Nuclear Stocks Jump as U.S. Army Plans to Power Bases With Tiny Nuclear Reactors

Dow Jones
10/15

Nuclear stocks jumped in premarket trading. Nuscale Power up 16%; Centrus up 11%; Oklo up 9%; NANO Nuclear Energy up 6%; CEG, Uranium up 5%.

The U.S. military is making one of its most significant pushes yet into modern nuclear power with a program to put small reactors on Army bases across much of the country where strained power grids can't keep up with rising energy demands.

The Army on Tuesday unveiled the Janus Program, which aims to supply bases by 2028 with microreactors -- tiny reactors generating less than 20 megawatts of electricity, generally enough to power a small town. That is a fraction of the energy output that larger modern reactors can produce, but the microreactors are small enough to move on a containership or aircraft.

The reactors will help keep weapons powered and maintain critical base operations when other energy sources go down because of bad weather, cyberattacks or other grid disruptions, the Army said.

"What resilience means to us is that we have power, no matter what, 24-7," said Jeff Waksman, principal deputy assistant secretary of the Army.

The reactors will be owned and operated by commercial companies, although the Army and Energy Department will help with technical aspects and uranium fuel supply. The Army is in the process of selecting nine bases for the initial phase of the program, and by next year will choose the commercial vendors to build two microreactors apiece for each base, Waksman said.

Interest from the Army is a promising opportunity for nuclear-power startups that have raised billions of dollars for projects including small reactors, uranium enrichment and new fuel technologies but in many cases are years away from completing a product.

"The race today is to actually develop the capability. We are all trying to figure out who can turn these things on," said Isaiah Taylor, chief executive and founder of Valar Atomics, a microreactor startup. His two-year-old company, which has built one microreactor, plans to bid on the Janus contract.

Janus builds on more than six years of efforts by the Army and the Defense Innovation Unit, the arm of the Pentagon that works with technology startups, to acquire small and easily transportable nuclear reactors for bases in the U.S. and military operations overseas. The program is intended in part to better prepare the U.S. for potential war with China in the Pacific or conflict in the Arctic, Army officials said, which would bring major transportation and logistical challenges for supplies -- including power.

Bases in Texas and California have lost power in snowstorms, and others rely on aging public utility grids and fossil fuels for backup. Solar and wind power are intermittent replacements. Meanwhile, many of the Army's newer weapons, including drones and counterdrone and radar systems, require more energy, a Defense Department official said.

The nation's energy needs are soaring, driven in part by big-tech's quest to build power-hungry data centers to develop artificial intelligence. China's own energy advancements have framed the race for nuclear power as a national security imperative.

President Trump signed an executive order in May calling on the federal government to deploy modern nuclear reactors for national security purposes, and asking the secretary of the Army to start using reactors on military bases by September 2028.

The Army didn't provide a clear cost estimate for Janus, but said that some of the money would be pulled from the Defense Innovation Unit budget.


▶ Task to complete: Read the entries below and pull out each line with the string "image".

▶ Supplied records:
§

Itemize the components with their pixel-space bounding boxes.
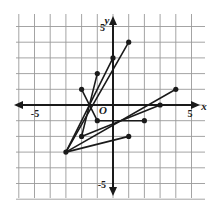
- data-point: [142, 118, 147, 123]
- data-point: [95, 71, 100, 76]
- origin-label: O: [99, 104, 107, 116]
- y-tick-label-neg5: -5: [98, 179, 106, 190]
- data-point: [126, 134, 131, 139]
- data-point: [110, 55, 115, 60]
- data-point: [63, 150, 68, 155]
- coordinate-plane: x y O -5 5 5 -5: [0, 0, 217, 208]
- data-point: [79, 134, 84, 139]
- y-tick-label-pos5: 5: [100, 22, 105, 33]
- data-point: [158, 102, 163, 107]
- x-tick-label-pos5: 5: [188, 108, 193, 119]
- data-point: [126, 40, 131, 45]
- x-axis-label: x: [200, 100, 207, 112]
- data-point: [173, 87, 178, 92]
- x-tick-label-neg5: -5: [31, 108, 39, 119]
- graph-figure: x y O -5 5 5 -5: [0, 0, 217, 208]
- data-point: [95, 118, 100, 123]
- data-point: [79, 87, 84, 92]
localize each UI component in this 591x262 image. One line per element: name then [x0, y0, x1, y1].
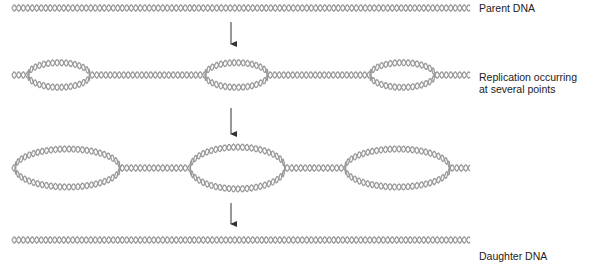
stage1-bubble2-bottom-strand-a — [370, 75, 435, 90]
stage1-bubble0-bottom-strand-b — [28, 74, 90, 90]
parent-dna-label: Parent DNA — [479, 2, 535, 14]
replication-label: Replication occurring at several points — [479, 71, 577, 95]
replication-label-line2: at several points — [479, 83, 577, 95]
stage1-bubble1-top-strand-b — [205, 60, 268, 76]
stage1-bubble2-top-strand-b — [370, 60, 435, 75]
stage2-bubble1-top-strand-a — [190, 144, 285, 170]
dna-strands — [12, 5, 470, 243]
daughter-dna-label: Daughter DNA — [479, 250, 547, 262]
replication-label-line1: Replication occurring — [479, 71, 577, 83]
stage2-bubble1-bottom-strand-b — [190, 166, 285, 192]
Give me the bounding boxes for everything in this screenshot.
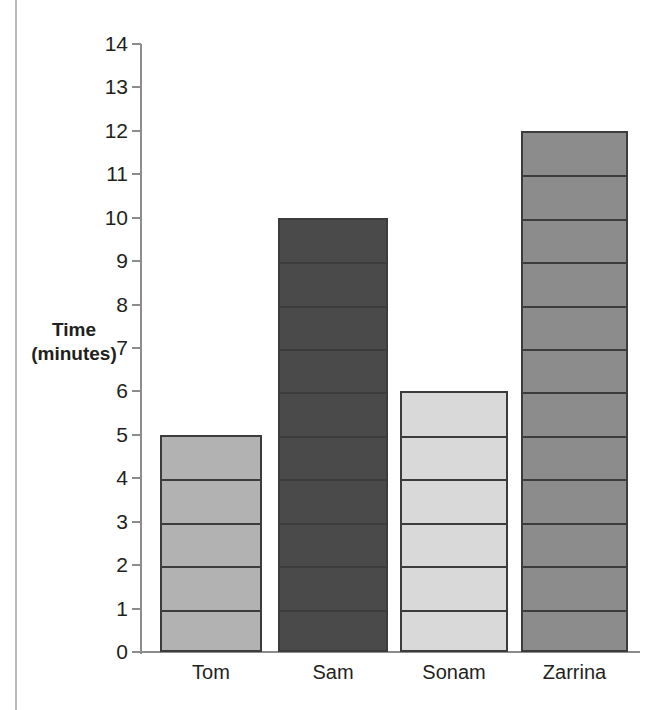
bar-segment-divider bbox=[402, 479, 506, 481]
bar-zarrina[interactable] bbox=[521, 131, 628, 652]
bar-segment-divider bbox=[402, 566, 506, 568]
bar-segment-divider bbox=[523, 610, 626, 612]
y-axis-tick bbox=[132, 260, 141, 262]
y-axis-tick bbox=[132, 564, 141, 566]
bar-segment-divider bbox=[523, 306, 626, 308]
y-axis-tick bbox=[132, 304, 141, 306]
bar-segment-divider bbox=[523, 392, 626, 394]
bar-segment-divider bbox=[280, 566, 386, 568]
bar-chart: Time (minutes) 01234567891011121314 TomS… bbox=[0, 0, 666, 710]
bar-segment-divider bbox=[402, 436, 506, 438]
bar-segment-divider bbox=[523, 479, 626, 481]
bar-sam[interactable] bbox=[278, 218, 388, 652]
bar-segment-divider bbox=[523, 566, 626, 568]
y-axis-tick-label: 5 bbox=[94, 424, 128, 445]
bar-segment-divider bbox=[523, 219, 626, 221]
bar-segment-divider bbox=[280, 349, 386, 351]
chart-page: Time (minutes) 01234567891011121314 TomS… bbox=[0, 0, 666, 710]
y-axis-tick-label: 0 bbox=[94, 641, 128, 662]
y-axis-line bbox=[140, 44, 142, 654]
bar-sonam[interactable] bbox=[400, 391, 508, 652]
y-axis-tick bbox=[132, 390, 141, 392]
bar-segment-divider bbox=[402, 610, 506, 612]
y-axis-tick bbox=[132, 217, 141, 219]
bar-segment-divider bbox=[523, 523, 626, 525]
y-axis-tick bbox=[132, 477, 141, 479]
bar-segment-divider bbox=[162, 566, 260, 568]
y-axis-tick-label: 14 bbox=[94, 33, 128, 54]
y-axis-tick-label: 11 bbox=[94, 163, 128, 184]
bar-segment-divider bbox=[280, 306, 386, 308]
y-axis-tick-label: 12 bbox=[94, 120, 128, 141]
y-axis-tick-label: 6 bbox=[94, 380, 128, 401]
bar-segment-divider bbox=[523, 262, 626, 264]
bar-segment-divider bbox=[280, 436, 386, 438]
x-axis-label-zarrina: Zarrina bbox=[521, 660, 628, 684]
bar-segment-divider bbox=[162, 523, 260, 525]
x-axis-label-sam: Sam bbox=[278, 660, 388, 684]
bar-segment-divider bbox=[162, 610, 260, 612]
bar-segment-divider bbox=[280, 523, 386, 525]
bar-segment-divider bbox=[280, 479, 386, 481]
y-axis-tick-label: 2 bbox=[94, 554, 128, 575]
bar-segment-divider bbox=[523, 436, 626, 438]
bar-segment-divider bbox=[280, 392, 386, 394]
y-axis-tick-label: 8 bbox=[94, 294, 128, 315]
y-axis-tick bbox=[132, 434, 141, 436]
y-axis-tick bbox=[132, 86, 141, 88]
y-axis-tick bbox=[132, 43, 141, 45]
bar-segment-divider bbox=[523, 349, 626, 351]
y-axis-tick-label: 10 bbox=[94, 207, 128, 228]
y-axis-tick-label: 9 bbox=[94, 250, 128, 271]
bar-tom[interactable] bbox=[160, 435, 262, 652]
bar-segment-divider bbox=[280, 610, 386, 612]
x-axis-label-tom: Tom bbox=[160, 660, 262, 684]
y-axis-tick-label: 3 bbox=[94, 511, 128, 532]
y-axis-tick bbox=[132, 130, 141, 132]
y-axis-tick-label: 7 bbox=[94, 337, 128, 358]
y-axis-tick bbox=[132, 608, 141, 610]
bar-segment-divider bbox=[280, 262, 386, 264]
bar-segment-divider bbox=[162, 479, 260, 481]
y-axis-tick-label: 13 bbox=[94, 76, 128, 97]
y-axis-tick-label: 1 bbox=[94, 598, 128, 619]
y-axis-tick bbox=[132, 347, 141, 349]
y-axis-tick bbox=[132, 651, 141, 653]
x-axis-label-sonam: Sonam bbox=[400, 660, 508, 684]
y-axis-tick bbox=[132, 173, 141, 175]
y-axis-tick-label: 4 bbox=[94, 467, 128, 488]
bar-segment-divider bbox=[523, 175, 626, 177]
y-axis-tick bbox=[132, 521, 141, 523]
bar-segment-divider bbox=[402, 523, 506, 525]
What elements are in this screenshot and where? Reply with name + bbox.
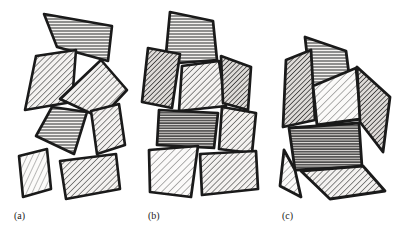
panel-label-c: (c) [282,210,293,222]
grain-a-6 [19,149,51,197]
grain-c-2 [283,50,315,127]
grain-structure-figure: (a) (b) (c) [0,0,414,231]
grain-b-3 [179,61,226,111]
grain-b-2 [142,48,180,108]
panel-label-b: (b) [148,210,160,222]
grain-a-5 [91,104,125,154]
grain-b-8 [200,151,258,195]
grain-b-4 [221,56,251,110]
figure-canvas: (a) (b) (c) [0,0,414,231]
grain-b-6 [219,107,256,153]
grain-c-5 [289,123,362,170]
grain-b-7 [149,146,198,197]
panel-label-a: (a) [14,210,25,222]
grain-b-5 [157,110,218,148]
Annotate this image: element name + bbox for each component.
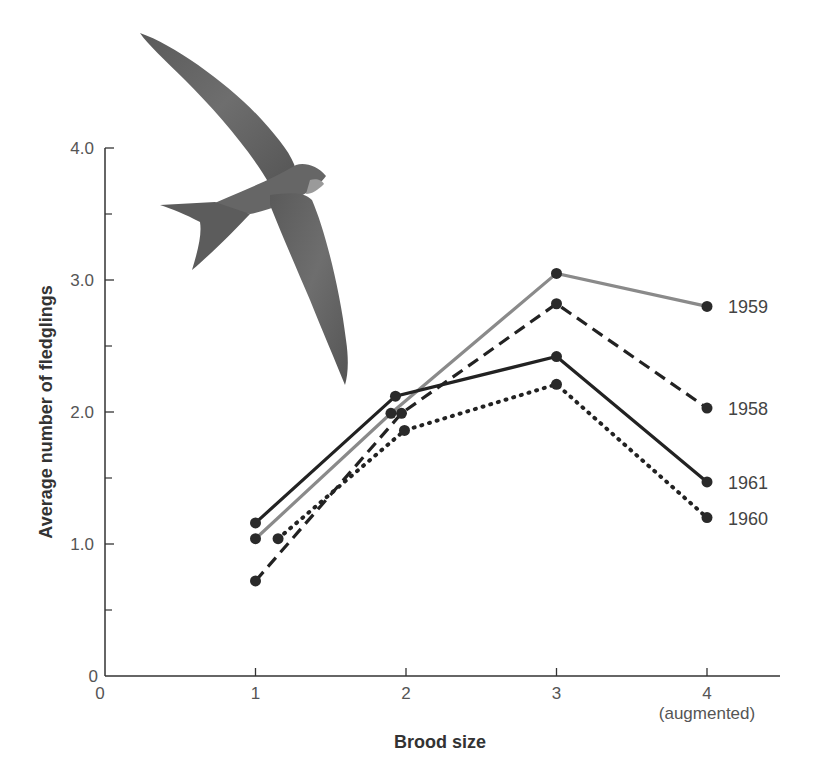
series-line (278, 384, 707, 538)
data-point (273, 533, 284, 544)
y-tick-label: 4.0 (70, 139, 94, 158)
data-point (551, 351, 562, 362)
y-tick-label: 3.0 (70, 271, 94, 290)
y-tick-label: 1.0 (70, 535, 94, 554)
y-ticks: 01.02.03.04.0 (70, 139, 114, 686)
series-label: 1960 (728, 509, 768, 529)
data-point (551, 379, 562, 390)
x-tick-sublabel: (augmented) (659, 704, 755, 723)
x-tick-label: 3 (552, 684, 561, 703)
series-label: 1959 (728, 297, 768, 317)
data-point (399, 425, 410, 436)
data-point (390, 391, 401, 402)
data-point (702, 403, 713, 414)
data-point (702, 512, 713, 523)
data-point (250, 575, 261, 586)
y-tick-label: 2.0 (70, 403, 94, 422)
series-line (256, 357, 708, 523)
data-point (551, 268, 562, 279)
data-point (702, 476, 713, 487)
data-point (250, 517, 261, 528)
swift-bird-illustration (140, 33, 348, 385)
series-label: 1961 (728, 473, 768, 493)
data-point (551, 298, 562, 309)
series-line (256, 304, 708, 581)
x-tick-label: 0 (95, 684, 104, 703)
x-tick-label: 1 (251, 684, 260, 703)
series-label: 1958 (728, 399, 768, 419)
data-point (250, 533, 261, 544)
series-1960: 1960 (273, 379, 768, 544)
line-chart: 01.02.03.04.0 01234(augmented) 195919581… (0, 0, 814, 783)
x-tick-label: 2 (401, 684, 410, 703)
x-tick-label: 4 (702, 684, 711, 703)
y-axis-title: Average number of fledglings (36, 285, 56, 538)
x-axis-title: Brood size (394, 732, 486, 752)
data-point (396, 408, 407, 419)
data-point (385, 408, 396, 419)
axes: 01.02.03.04.0 01234(augmented) (70, 139, 780, 723)
data-point (702, 301, 713, 312)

§

▶ Completed task:
localize each UI component in this 591x262 image. One line per element: name then [x0, y0, x1, y1].
Annotate this image: element name + bbox for each component.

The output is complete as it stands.